In an interview with Time magazine, Obama offered Iran as one of “the examples of where I think our foreign policy team has gotten the right strategy and has executed well even though the outcomes are still uncertain.”
 
“On Iran, one of our trickiest foreign policy challenges, we have held the international community together, both in our engagement strategy, but also now as we move into a dual-track approach.
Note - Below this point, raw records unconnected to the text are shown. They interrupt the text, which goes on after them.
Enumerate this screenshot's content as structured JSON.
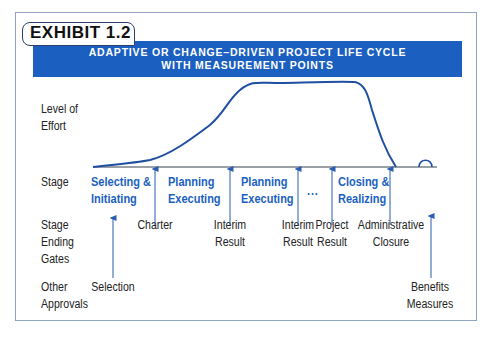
{
  "exhibit": {
    "label": "EXHIBIT 1.2",
    "title_line1": "ADAPTIVE OR CHANGE–DRIVEN PROJECT LIFE CYCLE",
    "title_line2": "WITH MEASUREMENT POINTS"
  },
  "row_labels": {
    "effort_line1": "Level of",
    "effort_line2": "Effort",
    "stage": "Stage",
    "gates_line1": "Stage",
    "gates_line2": "Ending",
    "gates_line3": "Gates",
    "approvals_line1": "Other",
    "approvals_line2": "Approvals"
  },
  "stages": [
    {
      "line1": "Selecting &",
      "line2": "Initiating"
    },
    {
      "line1": "Planning",
      "line2": "Executing"
    },
    {
      "line1": "Planning",
      "line2": "Executing"
    },
    {
      "line1": "...",
      "line2": ""
    },
    {
      "line1": "Closing &",
      "line2": "Realizing"
    }
  ],
  "gates": [
    {
      "line1": "Charter",
      "line2": ""
    },
    {
      "line1": "Interim",
      "line2": "Result"
    },
    {
      "line1": "Interim",
      "line2": "Result"
    },
    {
      "line1": "Project",
      "line2": "Result"
    },
    {
      "line1": "Administrative",
      "line2": "Closure"
    }
  ],
  "approvals": [
    {
      "line1": "Selection",
      "line2": ""
    },
    {
      "line1": "Benefits",
      "line2": "Measures"
    }
  ],
  "colors": {
    "accent_blue": "#1b5fc0",
    "curve_blue": "#1e4fa0",
    "frame_border": "#8fa3c4",
    "text": "#222222"
  }
}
Which is, If they don't accept the open hand, we've got to make sure they understand there are consequences for breaking international rules,” he said.
 
Secretary of State Hillary Clinton said after meeting with Ashton last week that the international community was “unified in its resolve” on the Iranian issue.
 
China has an increasingly important economic relationship with Iran, which provides around 15 percent of its Chinese oil imports. (Russia, which is also heavily invested in Iran, has been vacillating on the question of sanctions.)
 
Beijing says it advocates a peaceful resolution of the nuclear issue through diplomatic negotiations, so as to maintain the validity of the international nuclear non-proliferation system.
 
“There still exists room for concerned parties to make diplomatic efforts,” Foreign Ministry spokesman Ma Zhaoxu told a press briefing several days after the inconclusive New York talks.
 
“I believe this is the right path,” he added, calling for the countries involved to be more flexible and pragmatic.
 
Divided ‘camps’
 
Tehran has made no secret of its aim to divide the international community over the nuclear issue – not just China and hopefully Russia versus the West but also within the Western bloc.
 
The head of Iran’s atomic energy body, Ali Akbar Salehi, told the Iranian ISNA news agency last week that there were two schools of thought regarding the issue in the West.
 
“One of these camps is acting with a little more wisdom and has understood that they should pursue an interactive policy toward Iran, and the other camp is influenced by international Zionism and [is] trying to implement a confrontational policy and to make problems for everyone,” he said.
 
Salehi predicted that the former approach would ultimately prevail.
 
Iran says its nuclear programs are designed for peaceful research and electricity-generation purposes only; the West believes it is trying to acquire the ability to build atomic weapons.
 
Over the past five years the international community has offered Iran three proposals of incentives in return for its cooperation on the nuclear issue. It rejected the first two, in 2005 and 2008.
 
The third deal, offered last year, would allow Iran to send most of its low-enriched uranium (LEU) to Russia and France for conversion. This would enable the Iranians to then pursue their stated peaceful nuclear activities using the converted fuel rods, while calming fears that it planned further enrichment to levels that would be required in a weapons program.
 
Tehran rejected the proposal, dismissed the end of December deadline, and offered what it called a counter-proposal: the West should either sell nuclear fuel to Iran, or exchange nuclear fuel for Iran’s LEU in small batches rather than all at once.
 
The Iranian proposal would defeat the purpose of the original plan, which is to deprive Tehran of most of its uranium stockpile to ensure it cannot enrich sufficient amounts to high enough levels for use in making weapons. As such, it is unacceptable to the West.
 
Iran has announced a deadline of its own: if its negotiating partners do not accept its counter-proposal by the end of January, it will announce plans to further enrich its uranium stockpiles itself.
 
President Mahmoud Ahmadinejad told reporters on Sunday that Iran could expect “good news” on the subject in early February.